The greatest Christmas I ever knew was in 1964. I was four months into religious life, beginning my novitiate as a postulant in the Sisters of Mercy.
It was memorable not because of the surge of Advent purple. Nor was it because of the days of choir rehearsals of hymns with depth beyond the spritely shopping mall songs. It was because Advent preceded the sudden outpouring of love on Christmas Day, which came after the absence of many examples of simple human love. For in our novitiate, absence meant no mail from home. No candy treats. No premature green and red holiday decorations. No gifts to give or receive. In our novitiate we barely acknowledged the celebration of the birth of Jesus until Christmas Eve.
It was not that those of us in religious formation missed these outpourings of love. We didn't know yet what Christmas in the convent meant. We concentrated on awaiting the coming of the Messiah, the Parousia, the Second Coming of Christ. We sensed there was a purpose to these days, like fasting before a feast. But in our youth, we didn’t know anything was absent until the fulfillment of the season came.
Yet on Christmas Eve, when we walked into the novitiate community room that had been off limits for some days, what was missing became so obvious. Missing had been the signs of Jesus to an immature heart. There were letters from family and friends that had been piling up for four weeks, letters about everything from snowstorms to a new baby in the family.
There were decorations reminiscent of how the rest of town marked the season, trees and tinsel, Santa and elves, the Holy Family and Charlie Brown. There was candy.
An outpouring of emotions ran through our senses. Suddenly I felt an absence being filled with Jesus incarnate. We heard the warmth of Bing Crosby's crooning and the majesty of Handel's Messiah. We smelled pine and tasted chocolate and peppermint. We felt silk and velvet ribbons. We admired the crèche, awaiting an infant for its manger. I hadn't expected it. I was too naive to know what was possible. I knew the Christmas story. I knew Rudolph and his reindeers. I knew Frosty and his trek through town. But I didn’t know what all these parts of the novitiate scene would tell me about Jesus.

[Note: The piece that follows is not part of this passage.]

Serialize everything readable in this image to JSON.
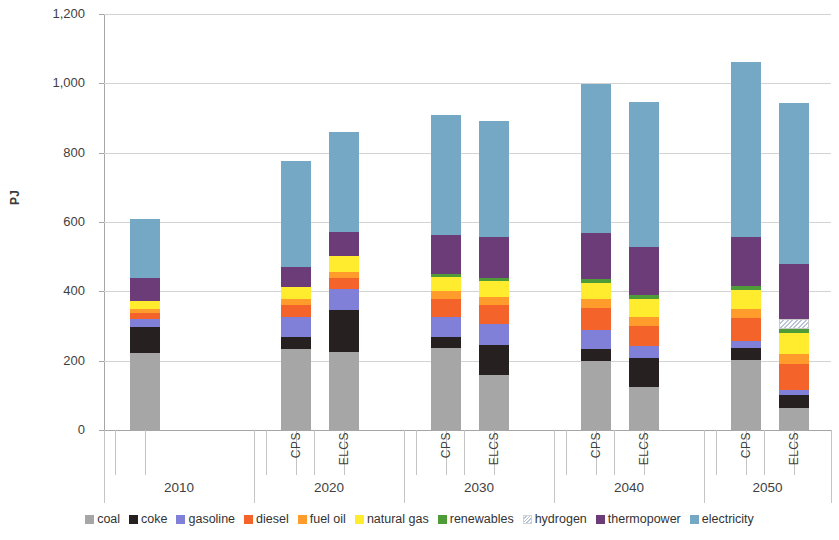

For until then I was unaware of the impact of His love, shown ironically through absence, an absence of the awareness of One so powerful in my life.
Life has taught me about absence since then, through deaths of loved ones and departures of friends who have moved away, for example, through job changes and graduations; but that first experience of absence has stayed with me. It has taught me to enjoy something as simple as a game of “Operation” with children on Christmas afternoon. It has called me to pause some seconds longer to look at the tree on Christmas night and to sit a moment longer at the table with family and friends.
Absence is about more than what is missing. We need to search for it, listen for its whisper, wonder when it might next come.
Can what is missing, or absent, be only moments away, like behind the novitiate door? In a letter waiting to be opened? In an "I love you" uttered once more?
‘Tis the season to be jolly, to make phone calls, to eat cookies, to sing carols. Perhaps it is also the season to listen or watch harder for what or Who is absent, yearning to be seen and heard.